Baldelli-Hunt didn't seek any type of independent land assessment before agreeing to the $1.1 million price tag through direct negotiations with Bourque, according to the report.

The price was agreed upon despite the city assessor's office last year valuing the vacant land at just $197,900. Baldelli-Hunt said she wanted to build affordable housing there.

"There seems to be no substantiation at all to justify the city of Woonsocket paying Mr. Bourque $1.13 million for the Mendon Road Property," Weisman wrote.

Initially, Debroisse had said the $1.1 million was based on comparable property sales his staff pulled from the city's assessor's database. But Weisman interviewed Debroisse's staff, who told him they had "no insight or knowledge into how the $1.1 million sales price came to be."

At best, Weisman said, a new hire did some Google searches "at her own initiative," which proved inconclusive.

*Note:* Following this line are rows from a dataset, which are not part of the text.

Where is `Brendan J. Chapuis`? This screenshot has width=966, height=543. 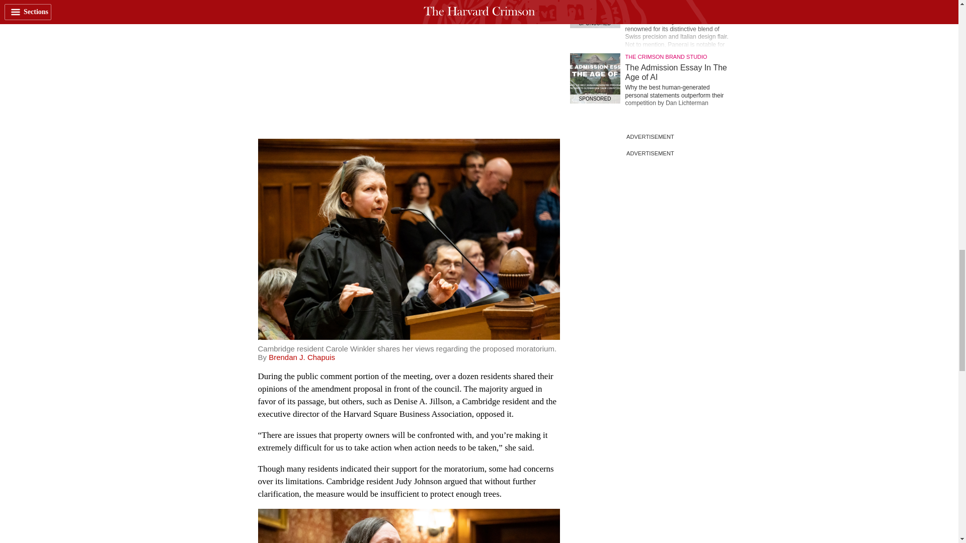
Brendan J. Chapuis is located at coordinates (302, 357).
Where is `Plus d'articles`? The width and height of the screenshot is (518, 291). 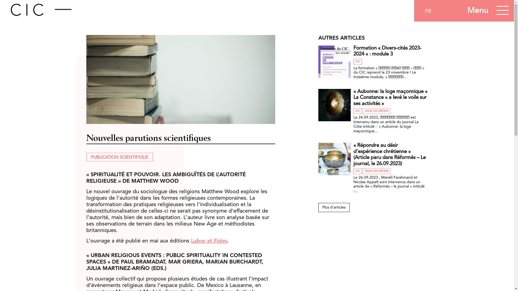
Plus d'articles is located at coordinates (334, 208).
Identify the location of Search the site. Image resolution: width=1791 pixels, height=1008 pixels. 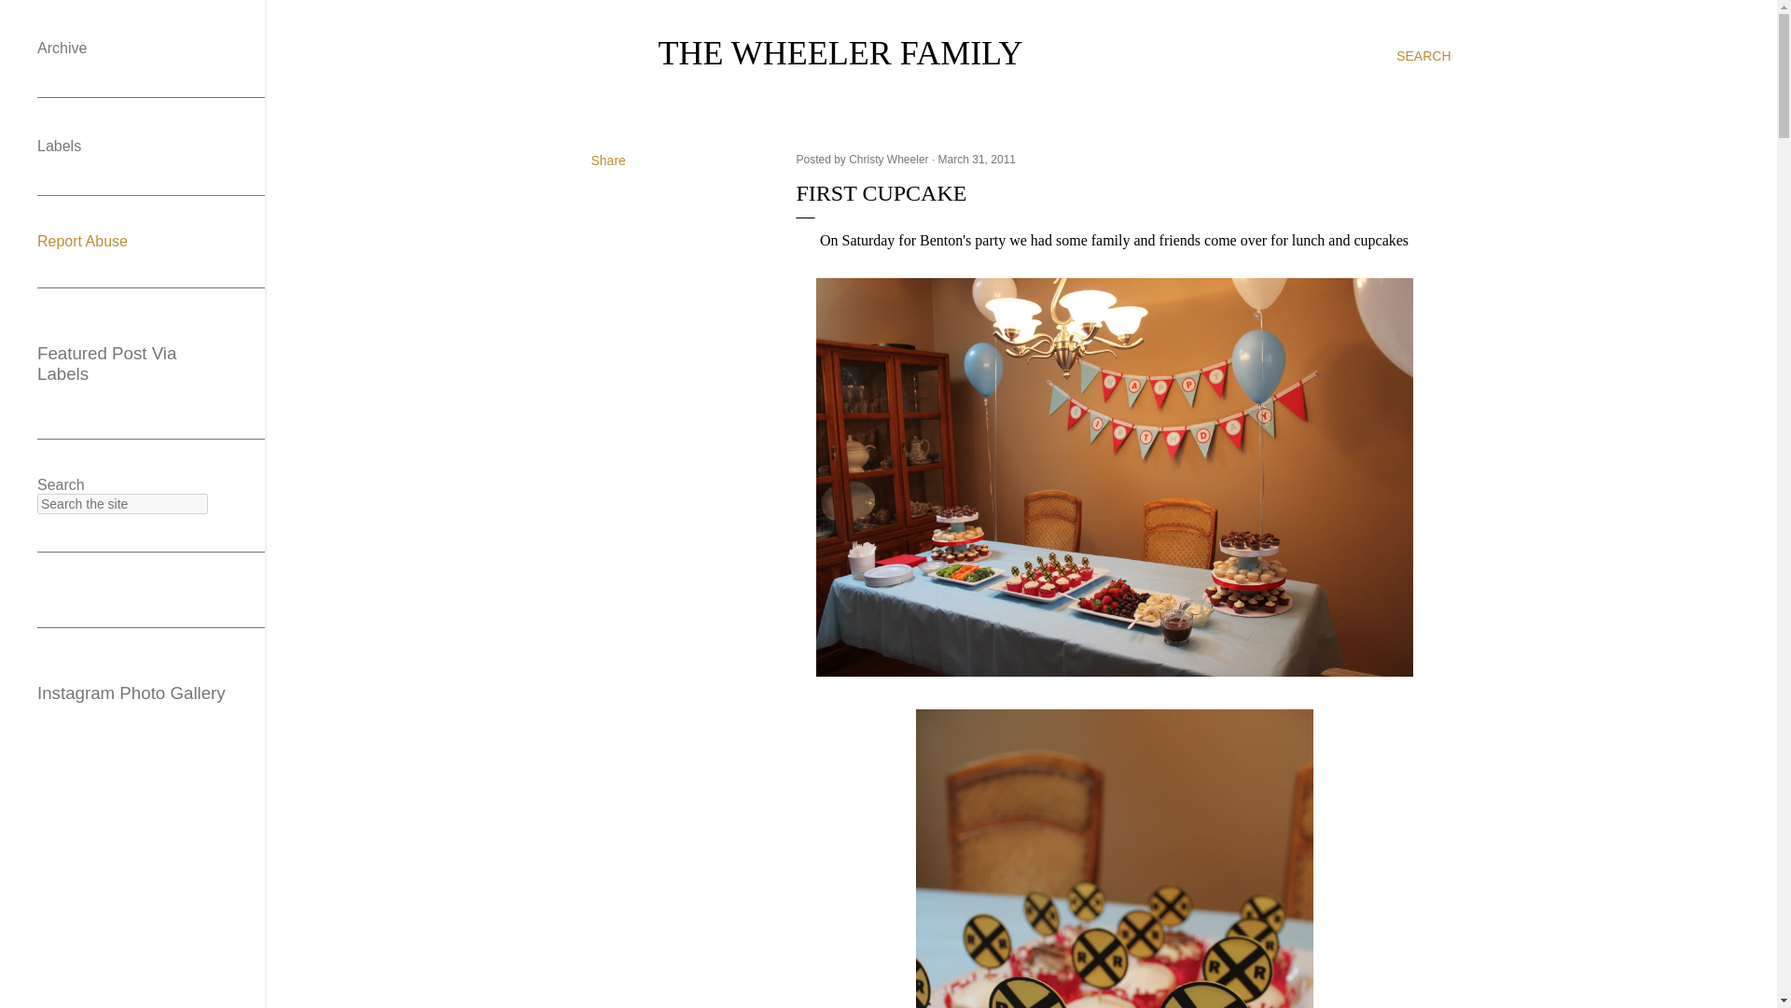
(122, 504).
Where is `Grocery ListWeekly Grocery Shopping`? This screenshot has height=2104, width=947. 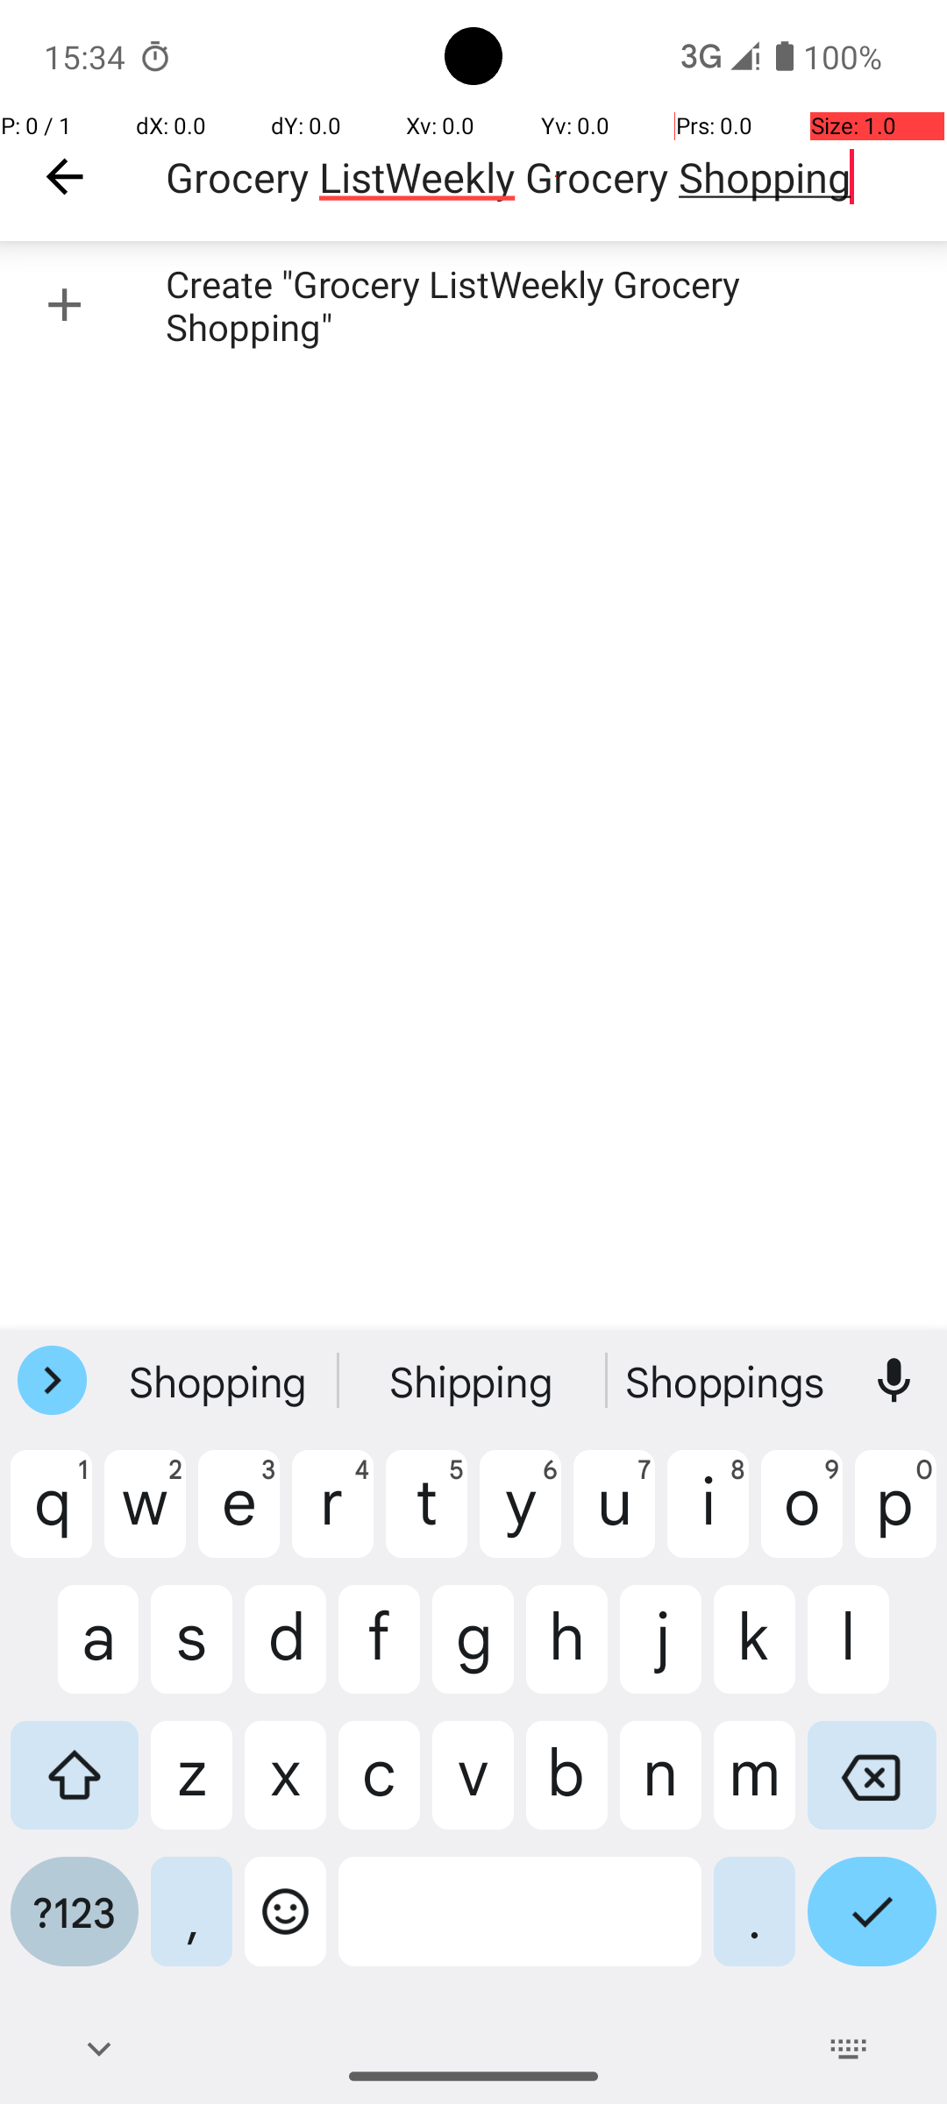 Grocery ListWeekly Grocery Shopping is located at coordinates (556, 177).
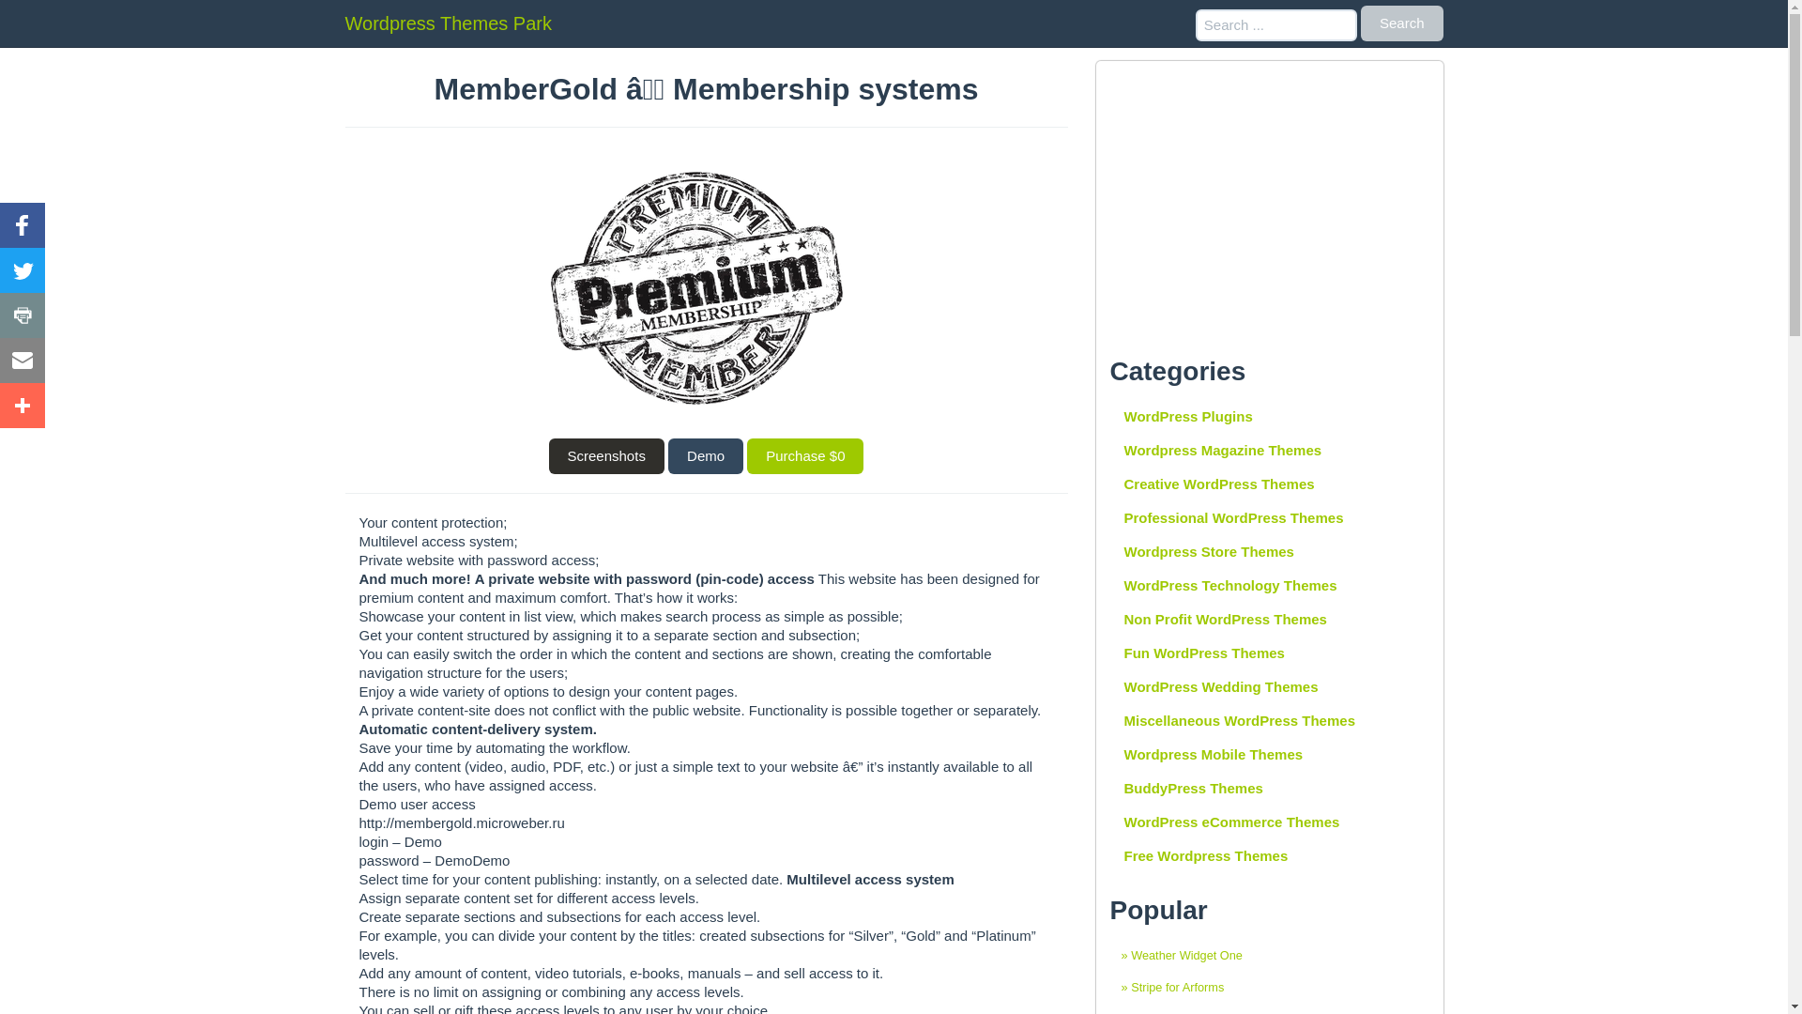 This screenshot has height=1014, width=1802. I want to click on Share to Print, so click(23, 315).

Weisman said he also discovered Baldelli-Hunt and Bourque had been negotiating over the land for years before the deal went through last year. According to the report, the city's former planning director Stephen Lima said he attended a meeting in the summer of 2019 where there was a "heated discussion" between the former mayor and Bourque over how the land would be used.

"Mr. Bourque wanted to use the property for the development of duplex properties, while the mayor strongly and very loudly pushed back, stating that such duplex development was not what they -- meaning she and Mr. Bourque -- had agreed upon," Weisman wrote.

In a later instance, the city's federal regulatory compliance officer Brian Hull said he heard the mayor say the $1.1 million price "was what Mr. Bourque wanted for the property," and that the mayor deemed the cost "fair."

"It was clear that this project was [Baldelli-Hunt's] baby," Hull said in the report. "It was her project."

Even Bourque's own land attorney, Lloyd Gariepy, said he thought the price seemed "rather high," given the low density of the vacant land. When he raised the question to his client, "Mr. Bourque replied something to the effect of, 'Well, that's what the city is offering to pay for it,'" according to the report.

Weisman acknowledged it wasn't possible to "definitively explain" why Baldelli-Hunt decided to steer the $1.1 million in city-controlled U.S. Department of Housing and Urban Development HOME funds to Bourque for the land, citing their refusal to cooperate.

But based on everything he gathered, Weisman expressed confidence that Baldelli-Hunt blatantly and intentionally violated the law.

"It is reasonable to conclude that the mayor, in the purchase of the Mendon Road Property, may have been motivated by reasons other than the best interests of the citizens of Woonsocket," he wrote.

The report was submitted to the city this week and made public as part of an agenda for a City Council meeting slated for Monday.

City Council President John Ward said the council plans to refer the findings to state and federal law enforcement, along with Gov. Dan McKee and the General Assembly.

“It’s a bit astounding to me how it was so well hidden," Ward said Friday, adding that Weisman's findings "speak to how she views her own importance over that of the people she's supposed to be working with."

Ward is currently challenging Beauchamp in this fall's contest for mayor. They also face a third candidate, Keith Harrison.

Eli Sherman (esherman@wpri.com) is a Target 12 investigative reporter for 12 News. Connect with him on Twitter and on Facebook.

Alexandra Leslie contributed to this report.